Easy title, tough challenge. Here we go.

I’m back.

There are endless things to write about, and an infinite number of slimy ways to wriggle away from keyboard, from pen, from the front lines. (Yes, I’ve been meditating on courage, and how life’s demands so often exceed personal supply. I can’t want that.) Courage. My word.¹ When I think of writers I heart the best – and it’s KV² I come back to ever and anon – it’s sometimes ‘how did they do that?’ (technically, commitment-wise) but mostly it’s ‘how did they do  that?’. That is, what allows or compels an artist to be so bloody BRAVE, or reckless, or whatever it takes to tell the whole truth?

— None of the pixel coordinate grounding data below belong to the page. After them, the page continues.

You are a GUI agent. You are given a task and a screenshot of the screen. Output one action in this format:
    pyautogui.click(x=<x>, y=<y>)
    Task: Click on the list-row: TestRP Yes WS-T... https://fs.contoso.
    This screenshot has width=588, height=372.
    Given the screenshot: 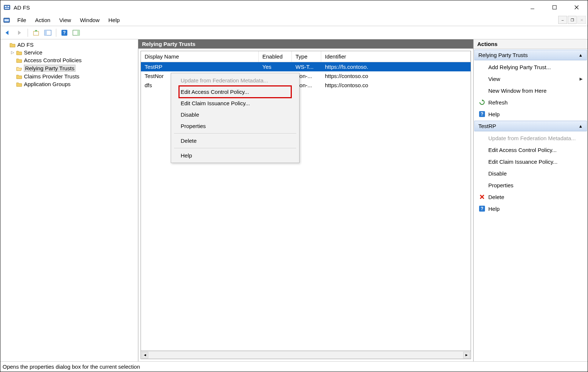 What is the action you would take?
    pyautogui.click(x=306, y=67)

¹ Courage: Gord Downie‘s word. (And Hugh McLennan’s.) Go, Gordon.
² That’s Kurt Vonnegut. Hi ho.

I’ve re-read The War of Art. I’ve had a big birthday. I’ve said ‘no’ to a major time commitment to an activity I love well beyond reason and balance. I’m summoning resolve. I plan to act like a professional. I’m ready to write again and more and still and daily. The title speaks of my renewal of effort as “more of a skirmish”, in the wider lens of the social insignificance of whatever I do, and because I lean hard into self-deprecation and other forms of egocentrism. But it’s big news in my little corner; this is my Olympics. This is struggle. Here is my war – one of ‘em, anyway. That will mean Way More Words from the Howdy Home Office, and some of them will appear here.

Hurray for here!

And if you’re a subscriber, bully for you, and thanks for reading. (And if you’re just stumbling into this, there’s a whole lot of earlier stuff on sport and men, culture and books, faith and fandom, learning and remembering, edges and ledges and the odd bit of ecstasy.)